There are very few countries in the world that position their naval forces on internal rivers. In Africa, the Egyptian Navy does not have a presence on River Nile. It has bases on the Red Sea and the Mediterranean Sea coasts. South Africa does not have bases on its river banks. The Democratic Republic of Congo does not have naval bases on the River Congo. Uganda is a landlocked country and it harbors Lake Victoria, the largest lake in the world. Yet Uganda does not have a navy. The marine corps is part of the National Defence Force.
Indeed, there was a landlocked country in Africa that created a navy. Jean-Bedel Bokassa staged a coup and seized power in the Central African Republic on January 1, 1966 from elected President David Dacko. Bokassa was a man with a gargantuan appetite for power and the absurd. In 1976, he proclaimed his country an empire and himself the Emperor Bedel Bokassa the First. It was Bokassa who also proclaimed the establishment of a national navy in a landlocked country and he made his son-in-law, who never had any military training, the first Admiral of the Navy. Till Bokassa was toppled in 1979, the Central African Empire navy never had a single boat!
How I wonder how the boats and ships would be transported to Kano for the use of this novel naval base. Would they be shipped by road or by air? Are they going by train? Or are we going to rely on the old reliable, the camels used by our forefathers for the Trans-Saharan Trade?

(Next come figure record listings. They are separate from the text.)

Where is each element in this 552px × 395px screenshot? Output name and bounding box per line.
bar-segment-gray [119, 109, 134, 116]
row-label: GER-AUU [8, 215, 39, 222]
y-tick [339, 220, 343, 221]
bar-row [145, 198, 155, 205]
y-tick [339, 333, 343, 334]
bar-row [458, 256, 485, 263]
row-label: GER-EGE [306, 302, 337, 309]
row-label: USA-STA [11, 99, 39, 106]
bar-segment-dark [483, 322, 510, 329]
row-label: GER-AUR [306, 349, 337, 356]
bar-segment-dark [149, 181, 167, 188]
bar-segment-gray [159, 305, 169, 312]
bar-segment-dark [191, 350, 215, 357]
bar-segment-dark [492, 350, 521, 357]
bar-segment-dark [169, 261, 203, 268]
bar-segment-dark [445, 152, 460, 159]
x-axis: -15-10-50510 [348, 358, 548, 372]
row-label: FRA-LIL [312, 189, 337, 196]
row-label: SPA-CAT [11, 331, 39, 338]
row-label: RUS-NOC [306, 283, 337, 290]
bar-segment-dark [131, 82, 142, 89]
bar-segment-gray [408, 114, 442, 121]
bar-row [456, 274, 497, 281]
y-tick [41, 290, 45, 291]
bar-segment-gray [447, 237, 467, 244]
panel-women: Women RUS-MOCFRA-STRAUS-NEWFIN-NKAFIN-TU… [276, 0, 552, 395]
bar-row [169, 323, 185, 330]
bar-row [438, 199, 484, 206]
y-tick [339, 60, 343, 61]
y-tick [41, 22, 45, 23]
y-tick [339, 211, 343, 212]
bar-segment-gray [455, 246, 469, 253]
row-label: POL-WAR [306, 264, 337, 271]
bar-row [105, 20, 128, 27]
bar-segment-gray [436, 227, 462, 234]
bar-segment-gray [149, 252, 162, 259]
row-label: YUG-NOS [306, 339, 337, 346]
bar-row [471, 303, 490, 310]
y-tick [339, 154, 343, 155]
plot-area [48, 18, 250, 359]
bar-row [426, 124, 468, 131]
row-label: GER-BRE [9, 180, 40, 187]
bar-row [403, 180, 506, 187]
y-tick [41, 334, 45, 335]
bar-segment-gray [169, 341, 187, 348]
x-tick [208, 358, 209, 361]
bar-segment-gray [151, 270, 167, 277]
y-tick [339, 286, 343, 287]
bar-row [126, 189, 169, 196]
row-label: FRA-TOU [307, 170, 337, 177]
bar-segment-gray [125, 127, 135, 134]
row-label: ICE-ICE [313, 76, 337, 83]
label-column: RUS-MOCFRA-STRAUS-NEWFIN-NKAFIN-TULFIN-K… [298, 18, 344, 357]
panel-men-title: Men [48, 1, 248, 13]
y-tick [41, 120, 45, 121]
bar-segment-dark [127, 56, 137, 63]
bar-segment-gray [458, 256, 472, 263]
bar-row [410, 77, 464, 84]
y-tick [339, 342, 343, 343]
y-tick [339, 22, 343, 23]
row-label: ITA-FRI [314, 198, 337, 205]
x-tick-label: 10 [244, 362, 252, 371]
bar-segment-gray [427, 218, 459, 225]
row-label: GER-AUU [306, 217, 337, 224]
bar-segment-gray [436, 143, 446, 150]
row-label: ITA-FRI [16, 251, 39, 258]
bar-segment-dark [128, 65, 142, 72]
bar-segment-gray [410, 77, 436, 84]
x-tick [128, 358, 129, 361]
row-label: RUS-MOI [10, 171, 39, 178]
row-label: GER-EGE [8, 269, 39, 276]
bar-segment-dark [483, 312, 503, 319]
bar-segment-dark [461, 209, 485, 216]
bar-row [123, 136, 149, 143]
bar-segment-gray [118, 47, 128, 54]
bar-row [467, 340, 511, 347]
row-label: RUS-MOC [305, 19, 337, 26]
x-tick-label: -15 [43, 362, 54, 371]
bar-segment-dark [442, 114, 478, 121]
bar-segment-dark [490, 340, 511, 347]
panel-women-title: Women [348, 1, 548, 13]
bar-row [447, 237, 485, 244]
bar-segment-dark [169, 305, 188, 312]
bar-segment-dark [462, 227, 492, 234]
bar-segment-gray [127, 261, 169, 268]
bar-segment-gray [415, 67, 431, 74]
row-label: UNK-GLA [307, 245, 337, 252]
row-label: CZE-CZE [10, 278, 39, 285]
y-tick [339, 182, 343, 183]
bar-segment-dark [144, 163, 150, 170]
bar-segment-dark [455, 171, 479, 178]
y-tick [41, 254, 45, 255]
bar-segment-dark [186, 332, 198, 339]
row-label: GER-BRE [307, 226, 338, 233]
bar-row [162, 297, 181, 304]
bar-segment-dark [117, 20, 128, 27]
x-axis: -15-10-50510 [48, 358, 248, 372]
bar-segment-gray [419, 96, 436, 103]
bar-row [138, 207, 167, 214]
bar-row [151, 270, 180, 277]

This Kano episode shows us what is happening to the commodity of power in our republic, especially among those in possession of it at the federal level. It shows that at the federal level, especially within the military high command, there is a lot of yes-siring and bowing instead of real debate about options and alternatives in those so-called commanders summit. How can the Naval High Command really hold a serious debate and agree that the next naval base for Nigeria has to be in Kano? This intellectual and managerial laxity at the centre of power could explain why it was so easy for federal officers like Mrs. Diezani Alison-Madueke and those former President Goodluck Jonathan military commanders to have direct access to so much money for which they were accused of embezzling.

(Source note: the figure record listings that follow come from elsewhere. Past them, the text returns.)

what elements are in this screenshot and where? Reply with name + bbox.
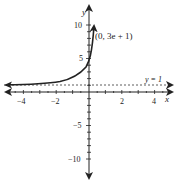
x-tick-label: −4 [17, 97, 26, 106]
y-tick-label: 5 [79, 54, 83, 63]
y-tick-label: −5 [73, 121, 82, 130]
y-tick-label: −10 [68, 155, 81, 164]
y-tick-label: 10 [74, 21, 82, 30]
asymptote-label: y = 1 [144, 75, 162, 84]
function-graph: y x (0, 3e + 1) y = 1 −4 −2 2 4 10 5 −5 … [0, 0, 179, 181]
point-label: (0, 3e + 1) [95, 31, 133, 41]
x-tick-label: 4 [152, 97, 156, 106]
x-axis-label: x [164, 94, 169, 104]
y-axis-label: y [81, 7, 86, 17]
x-tick-label: 2 [120, 97, 124, 106]
x-tick-label: −2 [51, 97, 60, 106]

Yes, there are security challenges in Kano which Governor Ganduje is confronting admirably, but they could not be tackled with naval power. The problems of Kano have to do with banditry and sundry crimes and these can only be confronted, in the short run with scientific policing including voice-recognition computers, data-capturing and analysis and satellite imaging. In the long run, the laws against banditry, kidnapping and other associated crimes have to be enforced rigorously. There should be nothing called forgiveness for those who knowingly wage war against the society. When those found guilty get to heaven, they can ask God for forgiveness. We know that in the long run, the solution is employment for our youths and greater access to saleable skills and shared prosperity.
If the truth must be told, Gambo’s missile has been fired in the wrong direction. The decision to establish a naval base in Kano is truly absurd. It is an indication that decisions at the highest level of the military is still taken with reckless disregard to logic. Gambo’s gift to Kano is an absurd ego trip taken at our expense. Pity.